The wake of the Harvey Weinstein scandal has been both bracing and predictable. What's bracing is the widespread confirmation that the entertainment industry is shot through with abusive behaviour. Which means the next Harvey Weinstein or Bill O'Reilly might not get away with it – or even try to.
What's predictable is another wave of claims that sexual abuse is pervasive, that rape culture is the norm, and that most men are complicit in it. "It's not just one monster. 'Me too' reveals the ubiquity of sexual assault," blared the headline on Suzanne Moore's Guardian column.
Please, people. Can't we get a grip? You don't have to be an apologist for Harvey Weinstein to say things aren't quite that bad. And you've got to wonder if the #MeToo meme – as powerful as it is – is going to lead us any closer to solutions.
One problem is language creep. There are degrees of harassment and abuse. Some types are common and relatively harmless; some are terrible and relatively rare. Personally, I don't think that getting an unwanted shoulder massage in the office is in any way comparable to being attacked and overpowered in a hotel room. Yet we tend to use the language of abuse indiscriminately. As abuse victims are rebranded as "survivors," the elevation of lesser sex offences to traumatic events does no service to people who have suffered far more serious harms.
Another problem is the popular sentiment that we must teach men not to rape. They have to realize that it's wrong! As Canadian professor Gerald Walton argued on HuffPo, men must become more sensitized to rape culture and the difference between right and wrong. "Harvey Weinstein … would have benefited from such an education," he wrote.
Actually, no, he wouldn't have. Men know rape is wrong. Unfortunately they do it anyway. Some get their kicks from crossing lines and dominating other people.
As Bloomberg's Megan McArdle points out, sex abuse is one form of antisocial behaviour, and antisocial behaviour is hardwired into the human condition. These people know the rules but they don't care. People with antisocial personality disorder make up roughly 1 per cent of the adult U.S. population. Three-quarters of them are men. A lot of them are online, trolling.
It's true that men commit almost all the sex crimes. That seems unfair. But men commit almost all the other crimes as well. And although women are the overwhelming victims of sex crimes, the overwhelming victims of general crimes are other men.
People with antisocial personality disorder are overrepresented in the criminal class. They can also be a huge success in business. Fortunately, this trait is far less tolerated in the corporate world than it once was. Officially, today's big organizations have zero tolerance for abusive behaviour – especially sexually abusive behaviour – not only for liability reasons, but because laws and social norms have changed.
Unofficially, these problems remain all too real. This is especially the case when the stakes are high, the power imbalances are extreme, the culture is traditionally hierarchical and macho, supply and demand are insanely mismatched (as in the entertainment industry), and temptation is close at hand. Fields where abuse is or has been acute include competitive sports (especially those involving young female athletes), religion (the Catholic Church), law enforcement (RCMP), and modelling. Insurance and accounting? Not so much.
The outpouring of confession and outrage on #MeToo makes for deeply depressing reading. It makes it easy to conclude that sexual assault really is ubiquitous, and that, as Lindy West wrote in The New York Times, we live in a world of "confidence lost, jobs quit, careers stalled, women's influence diminished, men's power entrenched."
But that is simply not my experience, nor is it the experience – so far as I know – of most of my female friends and acquaintances. I wouldn't presume to generalize about the lives of other women, because I'm not them, and I do think that predators can spot women who are especially vulnerable. All I can say is that most of the abuse my friends and I have encountered has been relatively harmless. It peaked in our teens and twenties and tailed off sharply as we passed our prime. The standard menu includes sidewalk catcalls, being trailed on the street at night, dates who wouldn't desist until we got really angry, a few flashers on the subway or in public parks who sometimes also masturbated, men who rubbed against us on the streetcar, bosses who tried to kiss us when we were teenage waitresses, a handful of overly friendly colleagues, someone's dad who made a pass when we were underage.
All these things happened to me. All of them were wrong (especially the dad). But none of it wrecked my life, and I would never call myself a victim. As many women can attest, some of these experiences are simply part of urban life, like having your bike or your purse stolen. We can do our best to reduce the nuisance, but we can never reduce it to zero.
I loathe predatory men as much as anybody does. I know the devastation they can do. I also think that if we want to make some progress, we need to turn down the volume on the outrage machine.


*Work to be completed:*
Since only the total is wanted, give the number of lines in the listing below that hold the string "caption" and add nothing.

*** Stored data

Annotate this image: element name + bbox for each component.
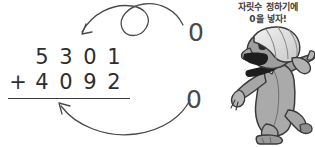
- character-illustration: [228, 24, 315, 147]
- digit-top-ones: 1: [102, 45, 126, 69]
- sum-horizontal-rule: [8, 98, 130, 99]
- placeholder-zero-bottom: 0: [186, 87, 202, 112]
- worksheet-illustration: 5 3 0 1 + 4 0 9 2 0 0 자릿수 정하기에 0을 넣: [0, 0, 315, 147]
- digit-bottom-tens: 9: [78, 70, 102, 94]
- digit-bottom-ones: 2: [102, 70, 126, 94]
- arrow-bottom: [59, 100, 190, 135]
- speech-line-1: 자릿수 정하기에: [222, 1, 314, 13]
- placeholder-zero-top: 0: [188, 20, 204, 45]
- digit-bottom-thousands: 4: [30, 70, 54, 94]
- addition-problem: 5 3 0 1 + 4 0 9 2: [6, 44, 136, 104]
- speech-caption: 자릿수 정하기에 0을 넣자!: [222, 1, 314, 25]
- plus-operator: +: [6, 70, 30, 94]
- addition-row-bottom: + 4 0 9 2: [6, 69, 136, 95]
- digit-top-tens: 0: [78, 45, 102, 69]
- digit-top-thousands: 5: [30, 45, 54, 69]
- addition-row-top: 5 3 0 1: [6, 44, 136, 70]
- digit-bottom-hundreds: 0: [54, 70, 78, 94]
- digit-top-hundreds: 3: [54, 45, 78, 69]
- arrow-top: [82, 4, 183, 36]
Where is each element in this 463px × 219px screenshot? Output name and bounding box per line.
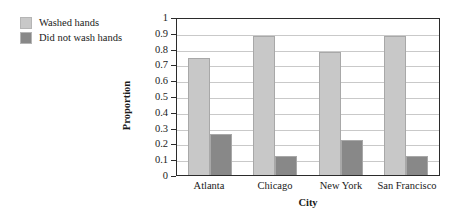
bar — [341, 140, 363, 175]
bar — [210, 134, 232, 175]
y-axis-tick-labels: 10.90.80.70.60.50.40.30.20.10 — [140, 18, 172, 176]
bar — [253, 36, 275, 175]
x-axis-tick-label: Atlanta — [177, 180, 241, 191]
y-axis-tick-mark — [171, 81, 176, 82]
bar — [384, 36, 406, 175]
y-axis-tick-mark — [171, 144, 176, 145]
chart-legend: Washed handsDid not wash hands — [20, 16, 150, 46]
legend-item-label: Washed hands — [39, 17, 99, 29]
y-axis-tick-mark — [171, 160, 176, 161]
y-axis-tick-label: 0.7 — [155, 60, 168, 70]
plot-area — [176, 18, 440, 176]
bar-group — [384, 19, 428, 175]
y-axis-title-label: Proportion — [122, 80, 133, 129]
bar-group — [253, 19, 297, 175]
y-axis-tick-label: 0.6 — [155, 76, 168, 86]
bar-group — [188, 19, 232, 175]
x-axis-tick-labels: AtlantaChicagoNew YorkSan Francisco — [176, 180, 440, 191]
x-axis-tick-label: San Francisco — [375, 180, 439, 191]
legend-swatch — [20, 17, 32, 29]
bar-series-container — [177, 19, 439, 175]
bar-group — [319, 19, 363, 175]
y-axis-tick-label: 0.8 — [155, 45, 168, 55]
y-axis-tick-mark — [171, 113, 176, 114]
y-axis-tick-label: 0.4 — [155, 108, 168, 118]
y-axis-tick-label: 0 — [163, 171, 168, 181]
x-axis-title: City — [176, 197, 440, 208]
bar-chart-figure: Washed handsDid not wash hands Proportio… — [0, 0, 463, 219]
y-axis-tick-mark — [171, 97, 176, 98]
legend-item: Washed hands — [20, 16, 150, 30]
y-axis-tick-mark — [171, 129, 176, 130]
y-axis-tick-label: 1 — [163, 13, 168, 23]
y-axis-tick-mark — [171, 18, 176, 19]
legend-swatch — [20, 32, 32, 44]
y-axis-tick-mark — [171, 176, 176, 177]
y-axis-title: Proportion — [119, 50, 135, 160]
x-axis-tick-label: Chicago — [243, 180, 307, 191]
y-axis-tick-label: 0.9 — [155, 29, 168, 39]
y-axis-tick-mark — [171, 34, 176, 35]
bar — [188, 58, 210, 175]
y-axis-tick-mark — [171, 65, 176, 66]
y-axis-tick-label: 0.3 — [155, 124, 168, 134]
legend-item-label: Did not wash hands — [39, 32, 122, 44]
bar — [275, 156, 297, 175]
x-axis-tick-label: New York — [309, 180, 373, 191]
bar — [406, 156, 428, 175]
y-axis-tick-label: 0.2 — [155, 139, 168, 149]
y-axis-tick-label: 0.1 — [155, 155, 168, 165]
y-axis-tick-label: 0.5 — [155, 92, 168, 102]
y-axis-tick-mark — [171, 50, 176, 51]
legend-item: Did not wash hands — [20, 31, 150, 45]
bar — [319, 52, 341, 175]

******
*** Stored data

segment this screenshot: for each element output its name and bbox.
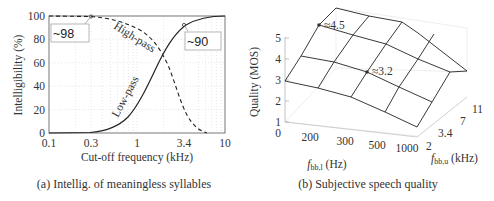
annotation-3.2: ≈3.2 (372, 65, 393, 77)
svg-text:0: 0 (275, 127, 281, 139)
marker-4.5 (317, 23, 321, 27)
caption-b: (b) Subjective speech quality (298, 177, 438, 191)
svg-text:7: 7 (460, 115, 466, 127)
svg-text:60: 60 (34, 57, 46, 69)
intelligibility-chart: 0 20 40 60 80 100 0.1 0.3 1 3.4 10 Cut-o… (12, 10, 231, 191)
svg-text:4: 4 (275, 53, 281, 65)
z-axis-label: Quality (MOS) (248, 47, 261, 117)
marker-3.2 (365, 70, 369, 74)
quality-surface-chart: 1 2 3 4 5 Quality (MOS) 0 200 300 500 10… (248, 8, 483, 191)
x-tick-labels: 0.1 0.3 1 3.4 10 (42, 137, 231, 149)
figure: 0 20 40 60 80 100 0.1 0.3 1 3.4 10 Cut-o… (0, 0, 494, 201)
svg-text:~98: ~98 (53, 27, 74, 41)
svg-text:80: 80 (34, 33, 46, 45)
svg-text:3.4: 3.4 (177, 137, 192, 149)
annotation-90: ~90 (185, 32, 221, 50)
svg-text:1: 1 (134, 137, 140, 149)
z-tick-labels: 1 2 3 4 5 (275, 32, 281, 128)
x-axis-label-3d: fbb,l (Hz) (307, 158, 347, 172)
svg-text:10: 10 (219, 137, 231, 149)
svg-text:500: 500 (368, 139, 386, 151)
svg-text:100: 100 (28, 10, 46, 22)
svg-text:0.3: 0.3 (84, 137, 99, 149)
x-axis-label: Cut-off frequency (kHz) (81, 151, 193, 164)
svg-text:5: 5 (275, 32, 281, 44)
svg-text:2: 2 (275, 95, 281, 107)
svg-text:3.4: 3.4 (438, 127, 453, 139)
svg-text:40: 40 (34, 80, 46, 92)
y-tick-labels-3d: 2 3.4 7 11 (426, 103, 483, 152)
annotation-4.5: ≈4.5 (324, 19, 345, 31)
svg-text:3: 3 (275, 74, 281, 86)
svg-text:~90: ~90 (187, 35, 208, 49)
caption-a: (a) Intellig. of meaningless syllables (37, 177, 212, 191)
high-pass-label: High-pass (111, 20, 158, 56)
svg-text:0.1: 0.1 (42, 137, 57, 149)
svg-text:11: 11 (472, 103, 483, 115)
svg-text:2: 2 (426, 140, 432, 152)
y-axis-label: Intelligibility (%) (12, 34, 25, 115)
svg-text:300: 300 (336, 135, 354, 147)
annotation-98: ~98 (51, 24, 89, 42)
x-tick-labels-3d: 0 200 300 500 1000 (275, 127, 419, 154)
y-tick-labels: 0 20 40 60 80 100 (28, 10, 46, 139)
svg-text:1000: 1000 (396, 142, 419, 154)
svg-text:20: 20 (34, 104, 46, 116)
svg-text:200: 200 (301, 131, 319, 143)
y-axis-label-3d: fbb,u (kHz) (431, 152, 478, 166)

******
*** Stored data

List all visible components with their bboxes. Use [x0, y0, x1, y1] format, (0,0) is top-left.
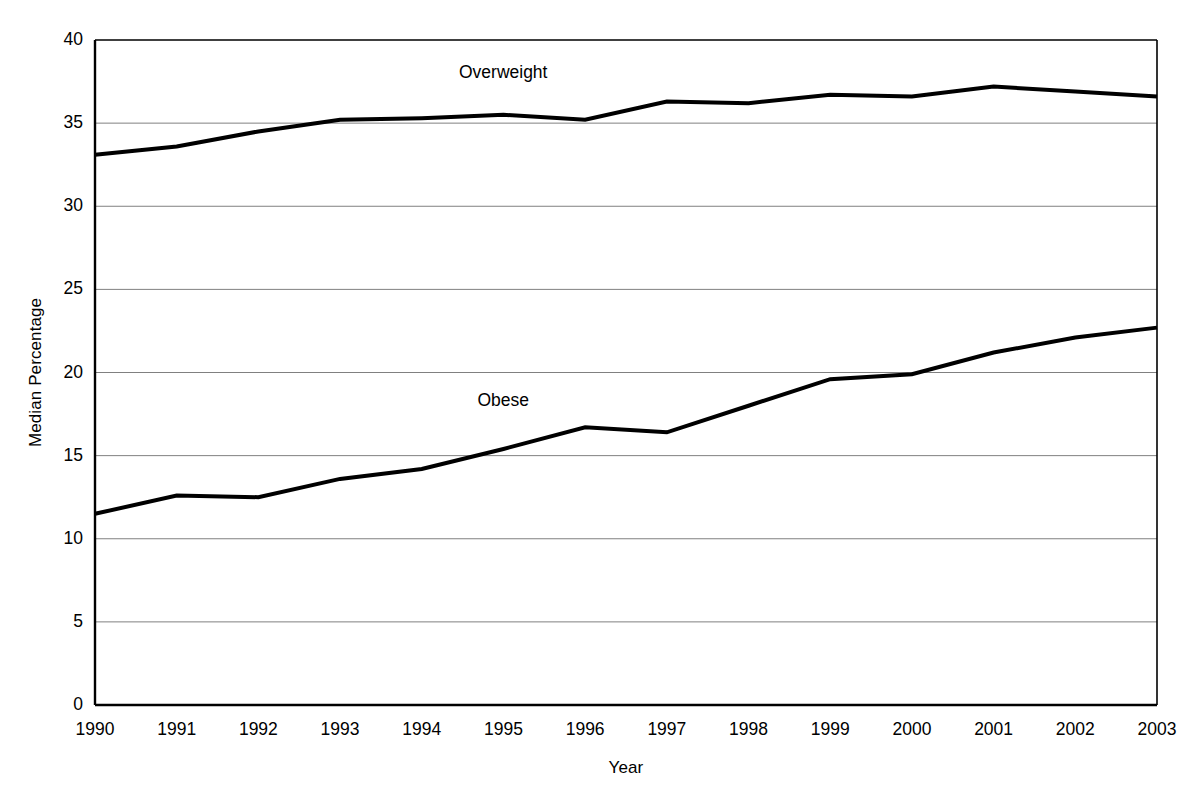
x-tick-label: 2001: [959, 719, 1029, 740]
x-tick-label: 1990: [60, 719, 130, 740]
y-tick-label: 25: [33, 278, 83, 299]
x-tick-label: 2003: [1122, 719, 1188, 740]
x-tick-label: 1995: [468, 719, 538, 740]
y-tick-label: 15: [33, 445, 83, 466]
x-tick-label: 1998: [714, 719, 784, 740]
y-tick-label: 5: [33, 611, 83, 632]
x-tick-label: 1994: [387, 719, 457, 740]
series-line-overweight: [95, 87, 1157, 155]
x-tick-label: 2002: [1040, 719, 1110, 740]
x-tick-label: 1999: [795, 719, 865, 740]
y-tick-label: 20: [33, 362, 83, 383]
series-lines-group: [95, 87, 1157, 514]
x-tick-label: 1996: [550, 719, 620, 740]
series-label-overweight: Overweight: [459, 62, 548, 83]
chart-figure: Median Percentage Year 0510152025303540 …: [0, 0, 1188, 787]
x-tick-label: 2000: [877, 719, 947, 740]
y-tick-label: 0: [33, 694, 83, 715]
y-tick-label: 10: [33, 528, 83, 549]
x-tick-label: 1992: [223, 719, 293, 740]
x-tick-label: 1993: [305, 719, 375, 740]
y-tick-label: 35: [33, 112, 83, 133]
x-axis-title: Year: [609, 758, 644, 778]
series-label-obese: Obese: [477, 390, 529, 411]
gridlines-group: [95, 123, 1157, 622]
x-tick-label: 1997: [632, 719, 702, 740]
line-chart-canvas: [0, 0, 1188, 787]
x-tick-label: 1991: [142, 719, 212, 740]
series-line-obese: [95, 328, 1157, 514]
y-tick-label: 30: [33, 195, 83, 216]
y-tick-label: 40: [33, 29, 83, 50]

******

*Response box:*
3